While Shepherds Watched, Part IV
Amos was now alone, a sole shepherd guarding the sheep, as the others departed hastily towards Bethlehem in search of the newborn King. The Angels had come and gone, leaving the shepherds with amazement and joy. The Messiah, promised from the beginning of time, had been born that night in Bethlehem. But young Amos thought someone had to stay and guard the flocks of sheep. Sheep are defenseless and totally vulnerable without a shepherd to protect them, and these were the Passover lambs that would be sacrificed by the priests in the Temple of Jerusalem.
Therefore, Amos volunteered to stay while the others went to Bethlehem
The 14-year old Amos was baffled as to why God would announce the birth of his Son to a group of shepherds in Judaea. Shepherds, Amos knew, were looked down upon and ridiculed by the people of Israel. They were considered so untrustworthy that they were not allowed to testify in court proceedings, even as eyewitnesses to a crime.
As a class of people, shepherds were generally poor, uneducated, and deemed outcasts of society, only to perform a meager, but necessary service – to watch over flocks of sheep.
Then a strange, spiritual feeling began to consume the young man. He could not hear words being spoken, but he could sense the message.
“Why not shepherds?” Amos thought.
God does the unexpected. He created a nation through Abraham beginning with the birth of Isaac to a barren woman, Sarah, who was 90 years old. That was unexpected. God sent a man named Moses, who lacked eloquence, to convince Pharaoh to release a nation of slaves. And he did, and then God made a dry path through the Red Sea. That was certainly not expected.
A shepherd boy named David had slain a giant and a blinded, weakened man named Samson pushed over the pillars of the Philistine temple, crashing down and killing many enemies of Israel. Who would have expected any of those events?
“Rather than the rabbis, priests or King Herod, God has announced to ordinary shepherds the birth of his Son,” Amos sensed. “And didn’t my father tell me that the Messiah would be a descendant of King David, a shepherd who once kept flocks in these same fields?”
Then Amos thought of the Angel and the vast armies of heaven, praising God. The highest heavens had been emptied of its citizens and the dark sky had been filled with ten thousand times ten thousand angels. They certainly needed a large space for their concert. No building of man could have contained them. The walls would have crumbled when they lifted their voices as one and praised God.
The young shepherd was now well aware that a special Lamb had been born that night: The Lamb of God. And where better to announce the birth of the Lamb than in a field among shepherds.
Amos recalled the words of the prophet Isaiah: “He will feed his flock like a shepherd. He will carry the lambs in his arms, and hold them close to his heart. He will gently lead the mother sheep with their young.”
Later that night, Benjamin, Shimron and the other shepherds returned and told Amos all they had seen. They had found the newborn baby in a stable, in a feed trough as the Angel had told them. The young mother was named Mary and the father was Joseph, from Nazareth. The baby was beautiful and sleeping quietly.
“They named him Jesus, and like our Passover lambs, he was without blemish,” Benjamin said.
Amos never saw the young babe, but his was the gift of faith – believing without seeing. And forever these words were sealed in his heart: “For unto you is born this day, in the City of David, a Savior, which is Christ, the Lord.”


> PROBLEM TO WORK ON
Going through the data, count each line that has the word "inner". Reply with the total and nothing more.

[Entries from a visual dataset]
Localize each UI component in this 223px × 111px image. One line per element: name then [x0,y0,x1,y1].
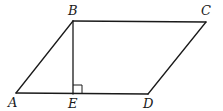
label-d: D [142,96,154,111]
edge-bc [73,21,206,22]
label-e: E [67,96,78,111]
label-c: C [201,3,211,18]
right-angle-marker [73,85,82,94]
edge-cd [148,22,206,94]
label-a: A [7,95,17,110]
edge-ab [16,21,73,93]
label-b: B [67,3,78,18]
parallelogram-diagram: A B C D E [0,0,223,111]
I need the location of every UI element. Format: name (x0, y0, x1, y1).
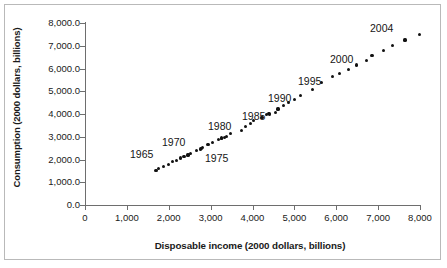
scatter-point (311, 88, 314, 91)
scatter-point (276, 107, 279, 110)
y-tick-label: 8,000.0 (20, 17, 80, 28)
scatter-point (167, 163, 170, 166)
chart-figure: Consumption (2000 dollars, billions) Dis… (0, 0, 447, 268)
scatter-point (282, 104, 285, 107)
year-annotation: 1980 (208, 120, 231, 132)
x-tick-label: 8,000 (390, 212, 447, 223)
x-tick (85, 205, 86, 210)
year-annotation: 1990 (268, 92, 291, 104)
x-tick (127, 205, 128, 210)
scatter-point (175, 159, 178, 162)
year-annotation: 1995 (298, 75, 321, 87)
y-tick-label: 6,000.0 (20, 63, 80, 74)
scatter-point (189, 152, 192, 155)
scatter-point (171, 160, 174, 163)
scatter-point (391, 44, 394, 47)
scatter-point (293, 98, 296, 101)
scatter-point (268, 113, 271, 116)
y-tick-label: 1,000.0 (20, 176, 80, 187)
scatter-point (244, 125, 247, 128)
scatter-point (299, 94, 302, 97)
year-annotation: 2000 (330, 53, 353, 65)
x-tick (294, 205, 295, 210)
y-tick-label: 4,000.0 (20, 108, 80, 119)
scatter-point (382, 49, 385, 52)
scatter-point (162, 165, 165, 168)
scatter-point (355, 63, 358, 66)
scatter-point (225, 135, 228, 138)
scatter-point (211, 141, 214, 144)
y-tick-label: 7,000.0 (20, 40, 80, 51)
x-tick (420, 205, 421, 210)
scatter-point (418, 33, 421, 36)
y-tick-label: 2,000.0 (20, 154, 80, 165)
scatter-point (240, 129, 243, 132)
scatter-point (201, 146, 204, 149)
x-tick (378, 205, 379, 210)
scatter-point (195, 149, 198, 152)
year-annotation: 2004 (370, 22, 393, 34)
y-tick-label-group: 0.01,000.02,000.03,000.04,000.05,000.06,… (14, 0, 80, 268)
x-tick (253, 205, 254, 210)
scatter-point (182, 155, 185, 158)
x-tick (211, 205, 212, 210)
y-tick-label: 3,000.0 (20, 131, 80, 142)
scatter-point (229, 132, 232, 135)
x-axis-title: Disposable income (2000 dollars, billion… (60, 240, 440, 251)
y-tick-label: 5,000.0 (20, 85, 80, 96)
year-annotation: 1965 (130, 148, 153, 160)
year-annotation: 1975 (205, 152, 228, 164)
scatter-point (338, 72, 341, 75)
scatter-point (274, 111, 277, 114)
x-tick (336, 205, 337, 210)
scatter-point (331, 75, 334, 78)
x-tick (169, 205, 170, 210)
scatter-point (403, 38, 406, 41)
scatter-point (370, 54, 373, 57)
scatter-point (249, 122, 252, 125)
y-tick-label: 0.0 (20, 199, 80, 210)
year-annotation: 1970 (162, 136, 185, 148)
scatter-point (347, 68, 350, 71)
scatter-point (365, 59, 368, 62)
scatter-point (179, 156, 182, 159)
scatter-point (157, 167, 160, 170)
scatter-point (206, 143, 209, 146)
year-annotation: 1985 (242, 110, 265, 122)
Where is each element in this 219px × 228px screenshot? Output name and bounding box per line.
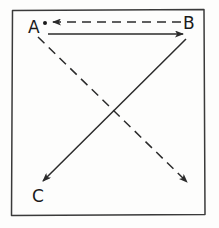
dashed-arrow-a-to-lower-right (38, 37, 187, 182)
point-dot-a (43, 21, 47, 25)
diagram-canvas: A B C (0, 0, 219, 228)
node-label-b: B (183, 15, 195, 32)
solid-arrow-b-to-c (43, 39, 186, 181)
node-label-a: A (28, 19, 40, 36)
node-label-c: C (32, 188, 44, 205)
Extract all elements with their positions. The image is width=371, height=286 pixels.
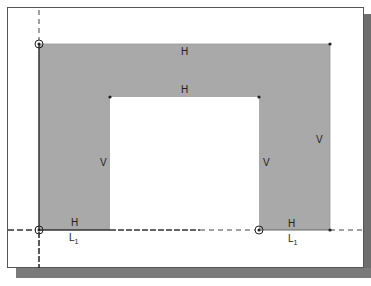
constraint-outer-top-horizontal: H (181, 46, 188, 57)
vertex-outer-top-right[interactable] (328, 42, 331, 45)
constraint-left-leg-vertical: V (100, 157, 107, 168)
vertex-inner-top-right[interactable] (257, 95, 260, 98)
constraint-right-outer-vertical: V (316, 134, 323, 145)
vertex-bottom-right[interactable] (328, 228, 331, 231)
constraint-left-bottom-horizontal: H (71, 217, 78, 228)
constraint-inner-top-horizontal: H (181, 84, 188, 95)
line-reference-left: L1 (69, 232, 79, 245)
sketch-canvas[interactable]: H H V V V H H L1 L1 (0, 0, 371, 286)
constraint-right-bottom-horizontal: H (288, 218, 295, 229)
line-reference-right: L1 (288, 233, 298, 246)
vertex-inner-top-left[interactable] (108, 95, 111, 98)
u-profile-shape[interactable] (39, 44, 330, 230)
constraint-right-leg-vertical: V (263, 157, 270, 168)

> EXERCISE SOLUTION
3